Other than March seeming to be an exceptionally bad month to be born if you want to medal there is almost no pattern at all. Alright, let’s drop the fill:

# ggplot
womens_dobs %>%
  ungroup() %>%
  mutate(month_numberf = as.factor(month_number)) %>%
  mutate(Medal = fct_relevel(as.factor(Medal), "Gold","Silver","Bronze")) %>%
  ggplot(aes(fct_reorder(month_numberf, month_number))) + 
  geom_bar(stat = "count", aes(fill = Medal)) +
  scale_fill_manual(values = c("#F0E442","#999999","#D55E00")) +
  theme(panel.background = element_blank(), panel.grid.major.y = element_line(color = "light grey", size = 0.25)) +
  labs(x = "Birth Month", y = NULL, title = "Women's Figure Skating Medal Distribution", subtitle = "By Birth Month - Split by Type")

plot of chunk womens_by_birth_month_split

Looking back at the Men’s plot and then at this one we can see that 50% of male gold medalists and 55% of female gold medalists were born in May, June or July.

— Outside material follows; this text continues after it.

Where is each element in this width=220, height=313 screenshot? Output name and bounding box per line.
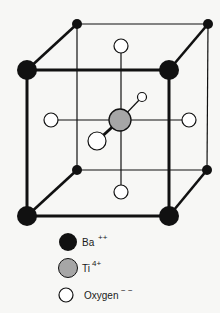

So, if you want to win a gold medal hopefully you were born in the summer.

After seeing this, I expected to discover that most competitions have May 1 age cut-offs. However, from just looking into it quickly it seems that most cut-off dates are actually September 1. Which means these gold medalists were considerably younger than other skaters in their age class when they first started training and competing. Could it possibly be that being younger and smaller is an advantage in figure skating when kids first start training? Of course, I only saw this Sept 1 reference in documents from U.S. Skating so maybe other countries do have different cut-off dates.